I haven't encountered any sexism today to the best of my recollection. I'm excluding anything I might've seen on the internet or the news, just personal. I was at "work" where the assistant manager's job should have been mine, with her being simply not as good at the job, not as enthusiastic about the job, not as experienced as me, incapable of doing thing I knew how to do, and so on, but that was probably nepotism rather than sexism, relative of the manager. Although I've seen five people do that job, and they've all been female, and the three people other than the manager who've been deciding who gets the job are all female and all the assistant managers and managers of other branches of the shop that I've ever seen have been female, although that isn't the case with lower-ranking workers, or with applicants for those jobs. Still, the last time I definitely encountered sexism was reading the local paper a few days ago and seeing that all the jobs were in female-dominated sectors and that several claimed an exemption under section seven of the Sex Discrimination Act so as to refuse to hire men.
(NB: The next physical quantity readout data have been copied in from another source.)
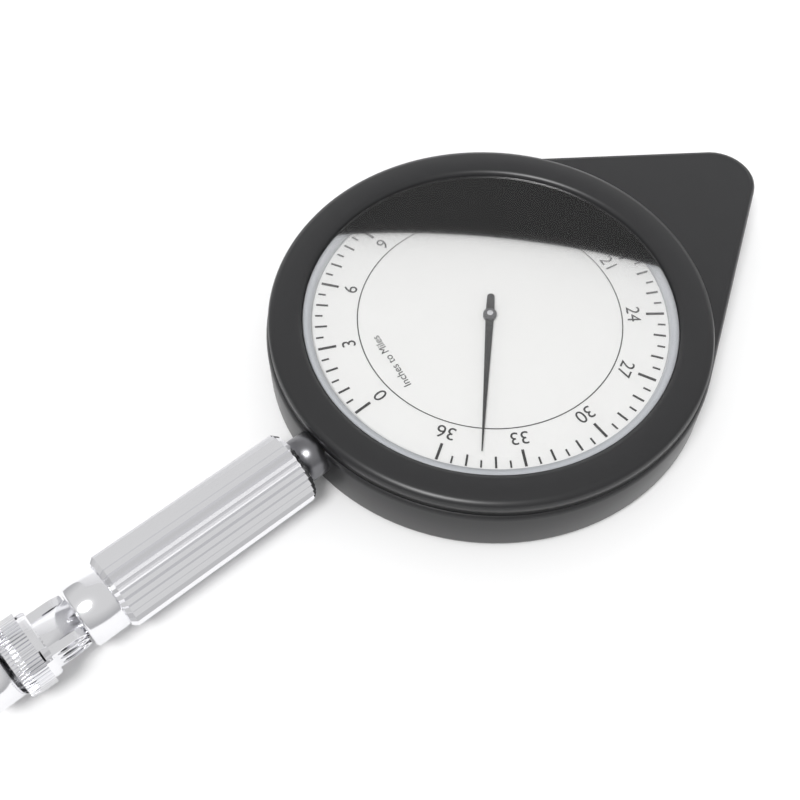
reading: 34.5 miles
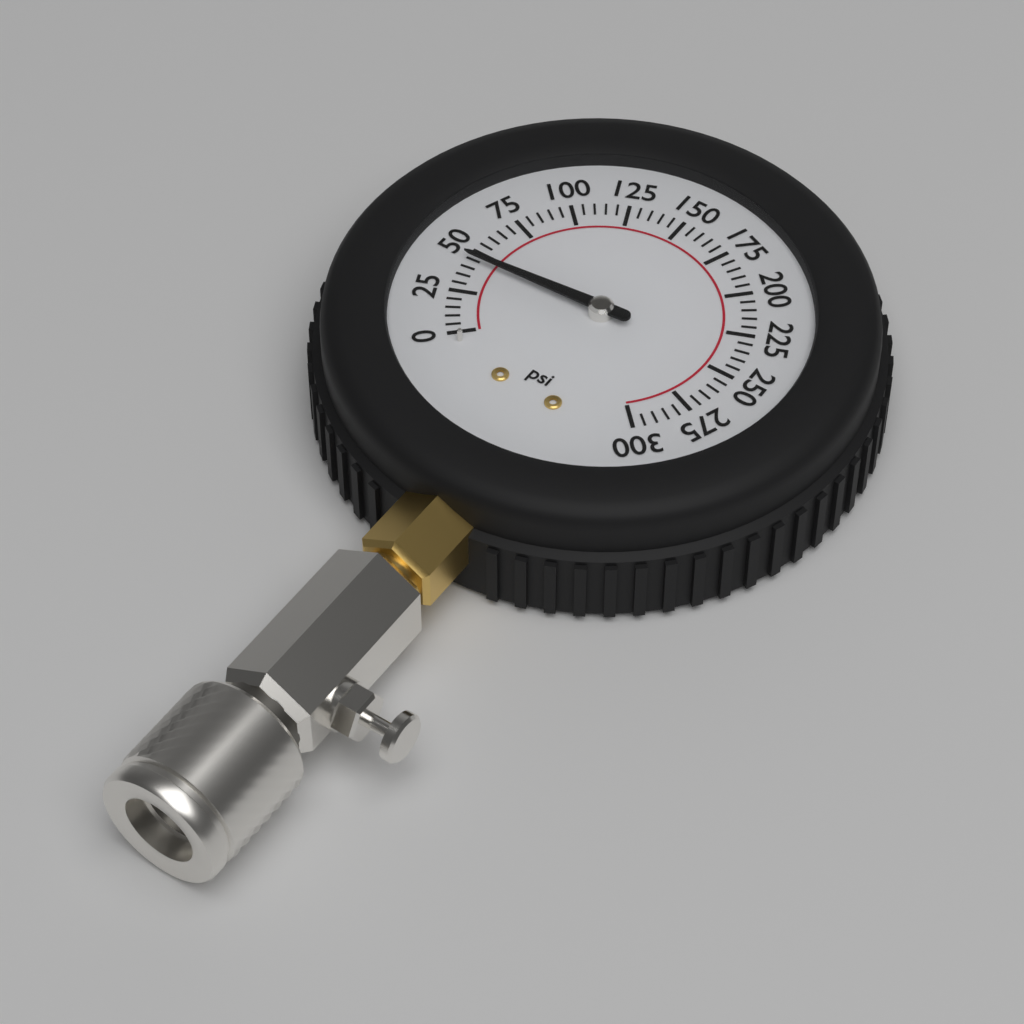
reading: 45 psi
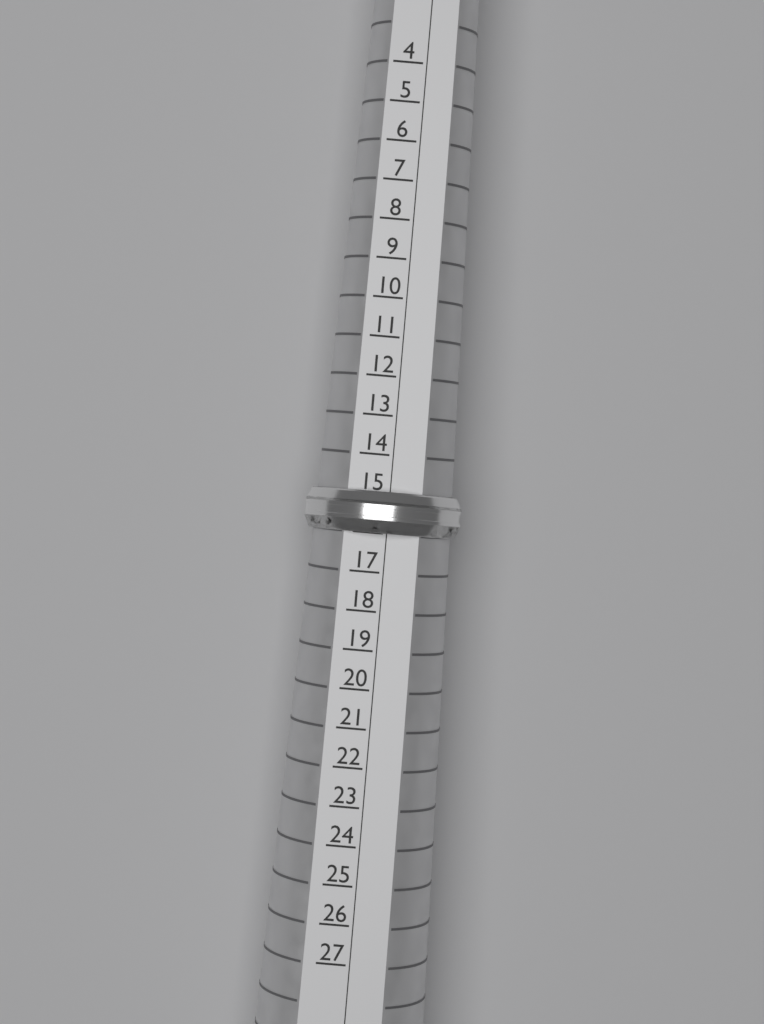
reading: 16 (no unit)
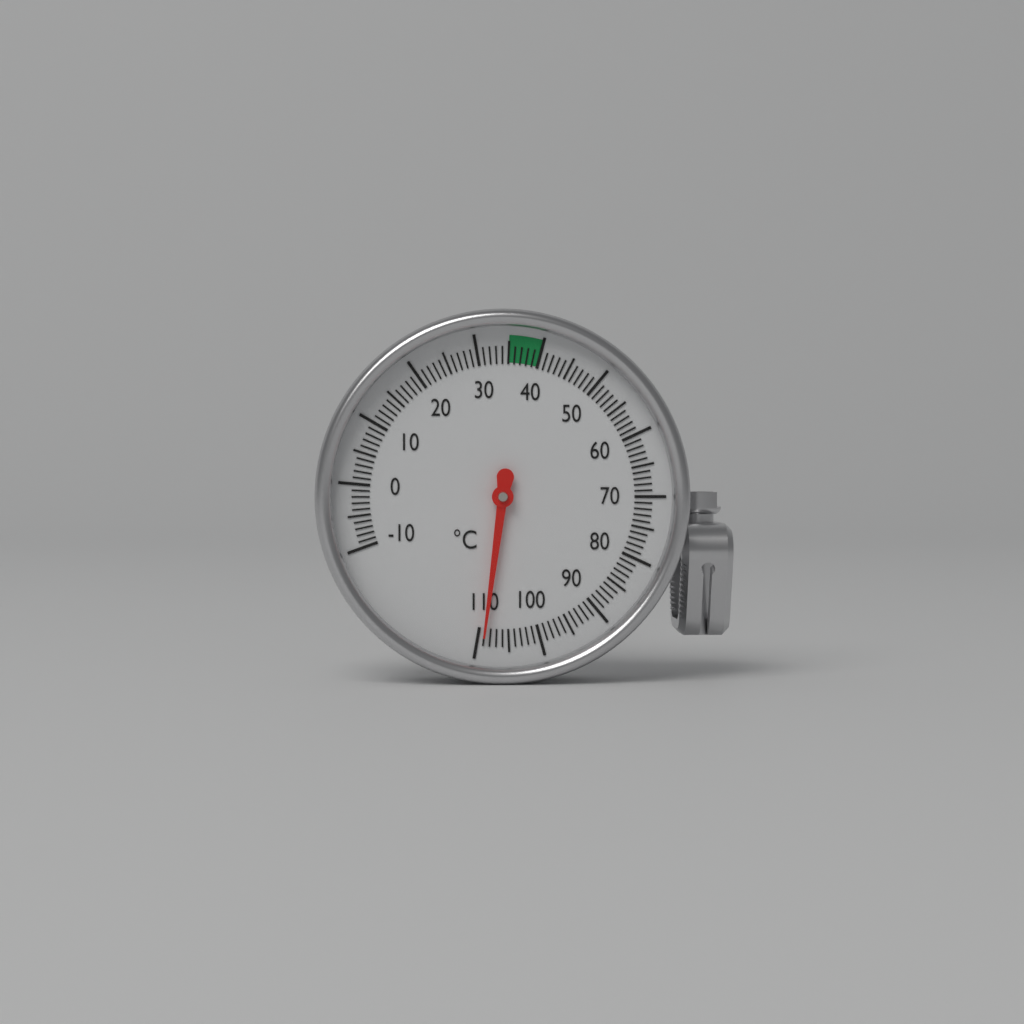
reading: 109 °C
Still, that tale of not liking a tradesman and therefore replacing him with someone else certainly is a tear-jerker.
I suppose the case is, if I may quote once again that most hated member of my long list of enemies, the dictionary:
sex·ism noun \ˈsek-ˌsi-zəm\
1: prejudice or discrimination based on sex; especially : discrimination against women
Even by the standard of the dictionary, a sexist definition of sexism is quite impressive. Mrs Webster, I salute you.
And, just to be clear, OP ED, I've also never been late, not for work, not to sign on. Well, I've never been later to work than the manager, or whoever is meant to open up, anyway.